Hypothetical Framing of Peptide Dosages as Legal Disclaimer
The speaker repeatedly uses the qualifier 'hypothetically' when stating peptide dosages (SS-31 at 2 mg/day, MOTS-c at 1 mg/day, Cax at 400 mcg/day), framing the recommendations as hypothetical for a 'kangaroo' rather than direct human prescriptions. This appears to be a legal disclaimer strategy. The dosages are nonetheless presented with specificity and clinical intent within the context of a burnout recovery protocol.
Cax Dopaminergic Recovery Timeline: Expected Response at Two Weeks
The speaker provides a specific expected timeline for Cax's effect on dopaminergic system recovery, stating that the 'choice gap' — the ability to pause between stimulus and response indicating restored prefrontal cortex and dopamine function — should return within approximately two weeks on the protocol. If the patient is still reactive and running on fumes at two weeks, the speaker suggests the protocol needs tweaking. This is framed as a subjective but clinically meaningful biomarker of neurochemical recovery.

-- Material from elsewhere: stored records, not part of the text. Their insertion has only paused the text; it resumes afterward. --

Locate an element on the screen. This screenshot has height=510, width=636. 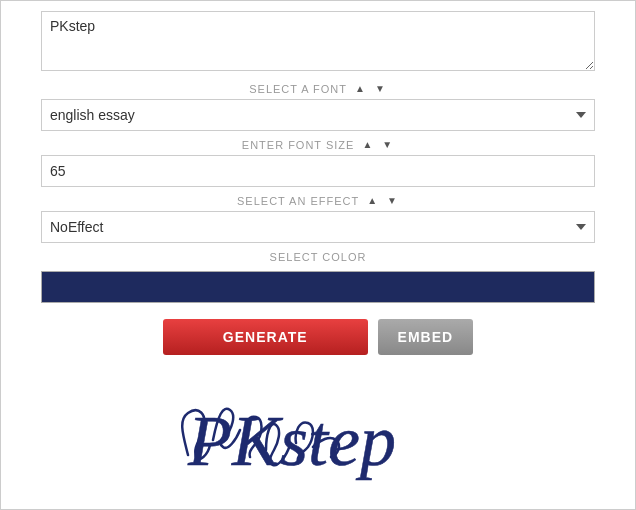
signature-svg: PKstep is located at coordinates (318, 430).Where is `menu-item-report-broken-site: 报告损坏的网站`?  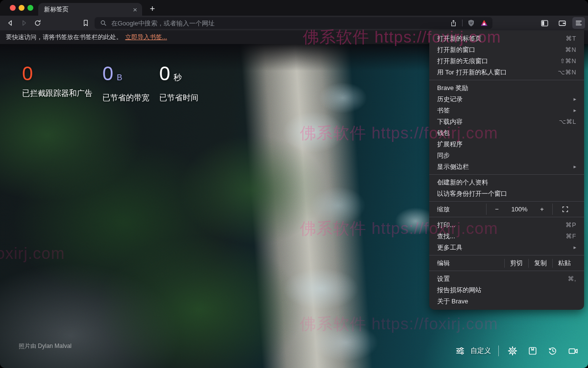 menu-item-report-broken-site: 报告损坏的网站 is located at coordinates (507, 290). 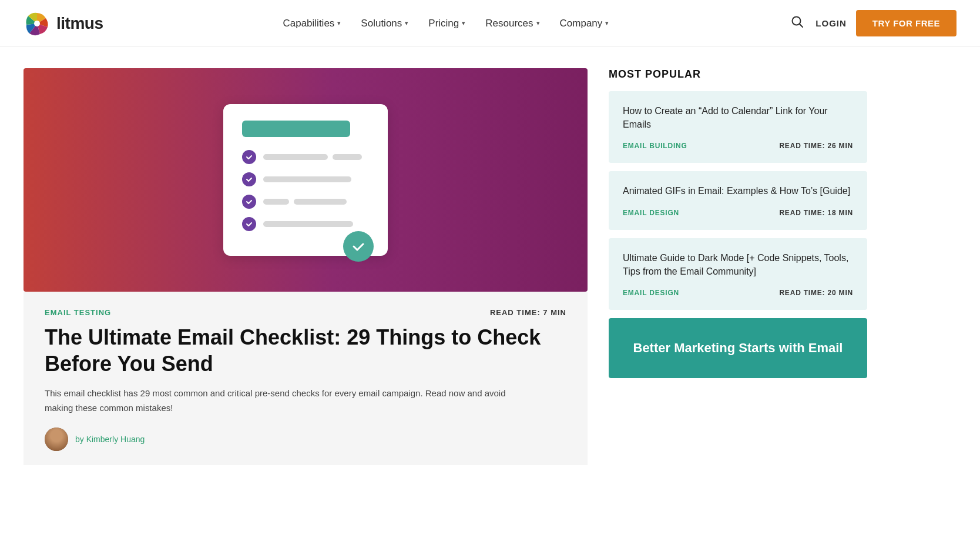 I want to click on logo-text: litmus, so click(x=80, y=24).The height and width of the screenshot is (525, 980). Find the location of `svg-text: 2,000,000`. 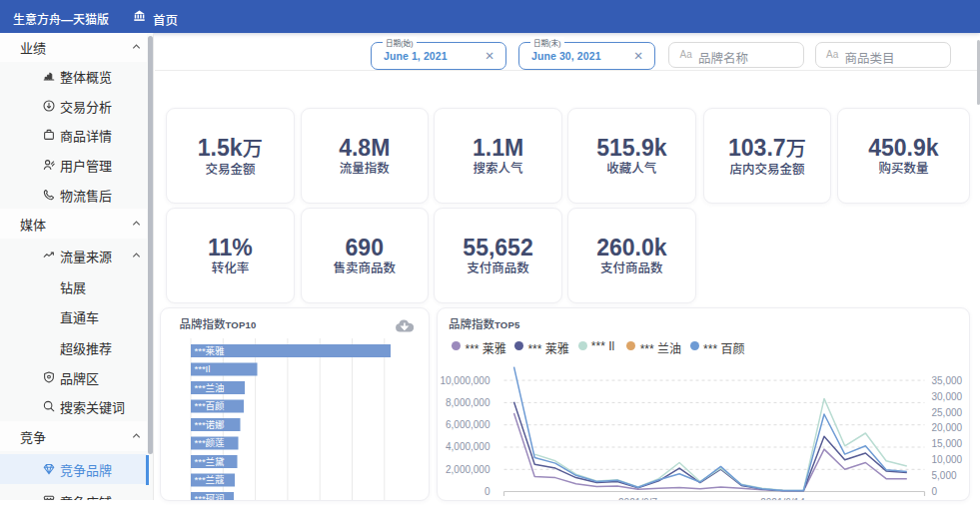

svg-text: 2,000,000 is located at coordinates (468, 469).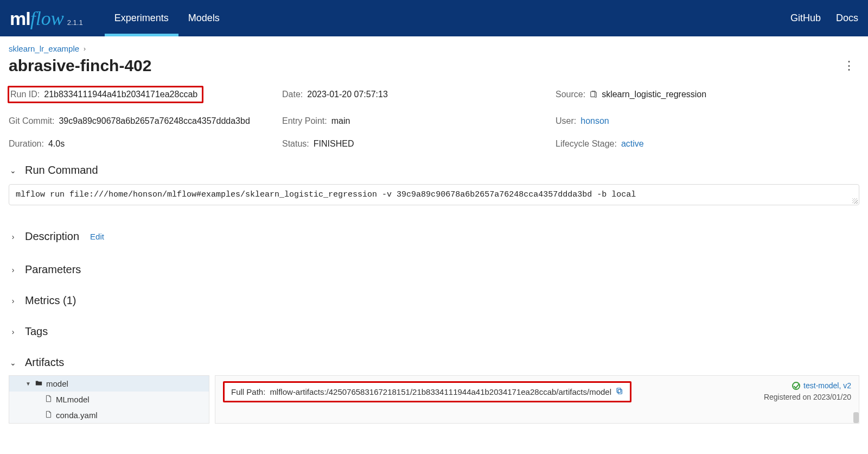  What do you see at coordinates (296, 144) in the screenshot?
I see `status-label: Status:` at bounding box center [296, 144].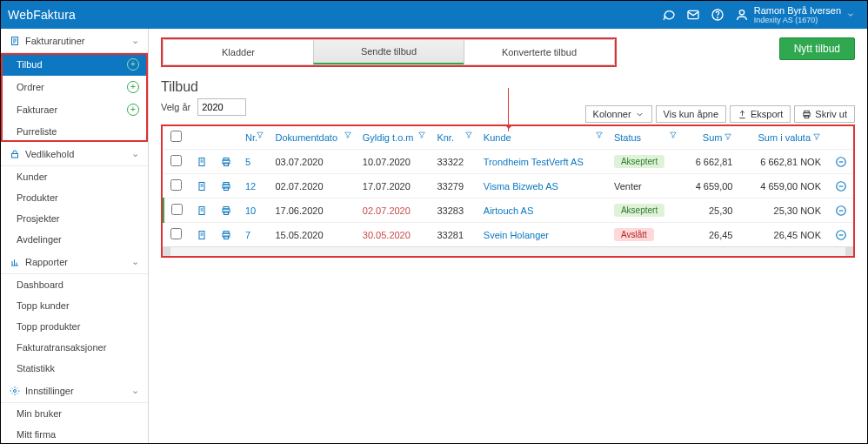  I want to click on sidebar-item: Topp kunder, so click(75, 306).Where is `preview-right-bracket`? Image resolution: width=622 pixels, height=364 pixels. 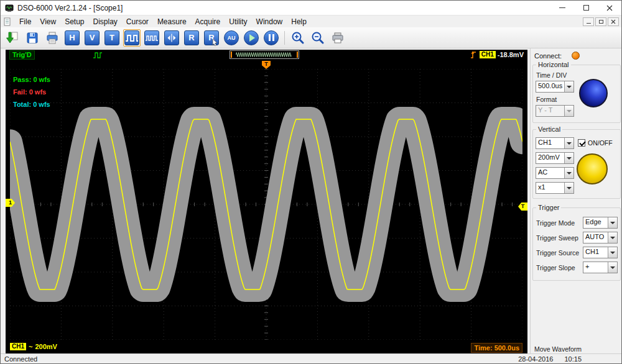
preview-right-bracket is located at coordinates (297, 55). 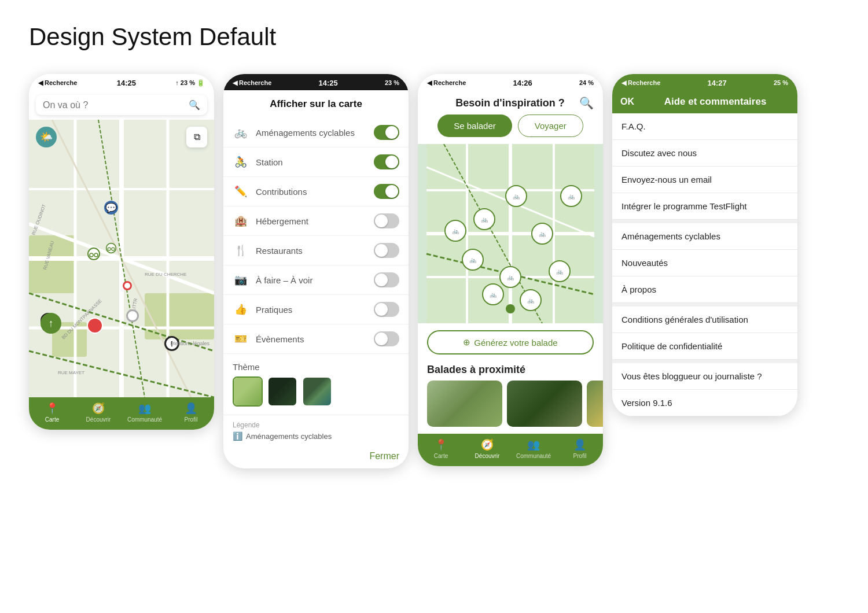 I want to click on contributions-label: Contributions, so click(x=311, y=192).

Peptide Stack Overloading Warning: Metabolic Chaos from Excessive Compound Stacking
The speaker issues a direct warning against stacking too many compounds simultaneously, including peptides, citing the example of patients taking 14+ supplements including 'a whole bunch of peptides.' He argues this creates metabolic chaos, overloads the liver and kidneys, and adds additional processing burden to already-failing mitochondria. The warning is framed as a safety and efficacy concern: more compounds do not equal more optimization and can actively worsen the underlying mitochondrial failure being treated.
Full Burnout Recovery Stack: SS-31, MOTS-c, NAD+, CoQ10, PQQ, L-Tyrosine, Cax, Magnesium Bisglycinate, L-Theanine
The speaker presents a comprehensive multi-compound protocol targeting each biochemical mechanism of burnout: SS-31 (2 mg/day) and MOTS-c (1 mg/day) for mitochondrial repair; NAD+ (50 mg/day) for electron transport and DNA repair enzyme activation; CoQ10 (200 mg/day) and PQQ (20 mg/day) for electron carrier substrate and biogenesis signaling; L-Tyrosine (3 g/day) as dopamine/norepinephrine precursor; Cax (400 mcg/day morning) for BDNF-mediated dopaminergic recovery; Magnesium Bisglycinate (500 mg before bed) as NMDA antagonist; and L-Theanine (200 mg before bed) for GABA promotion and glutamate excitotoxicity reduction. The speaker states this protocol takes 20–30 days.
Cax Distinguished from Stimulants: Mechanism of Action Safety Clarification
The speaker makes a specific safety and mechanistic distinction that 'Cax' does not act as a dopamine releaser or amphetamine-like stimulant, contrasting it with Adderall, Ritalin, and energy drinks that force dopamine output and deplete reserves. This is framed as a critical differentiator for burned-out patients whose dopamine synthesis enzymes and BH4 cofactors are already depleted. Using a stimulant in this state worsens the underlying biochemical deficit, whereas Cax works through a restorative BDNF pathway.
Cax (Semax or Similar Nootropic Peptide) for Dopaminergic System Recovery via BDNF
The speaker recommends a compound referred to as 'Cax,' clarifying it is not a dopamine releaser or amphetamine and does not force output. It is described as working through BDNF (Brain-Derived Neurotrophic Factor) signaling to grow new neuronal connections and recover the dopaminergic system. A dosage of 400 micrograms every day in the morning is specified. The speaker emphasizes it restores dopamine system integrity without forcing depletion of existing stores.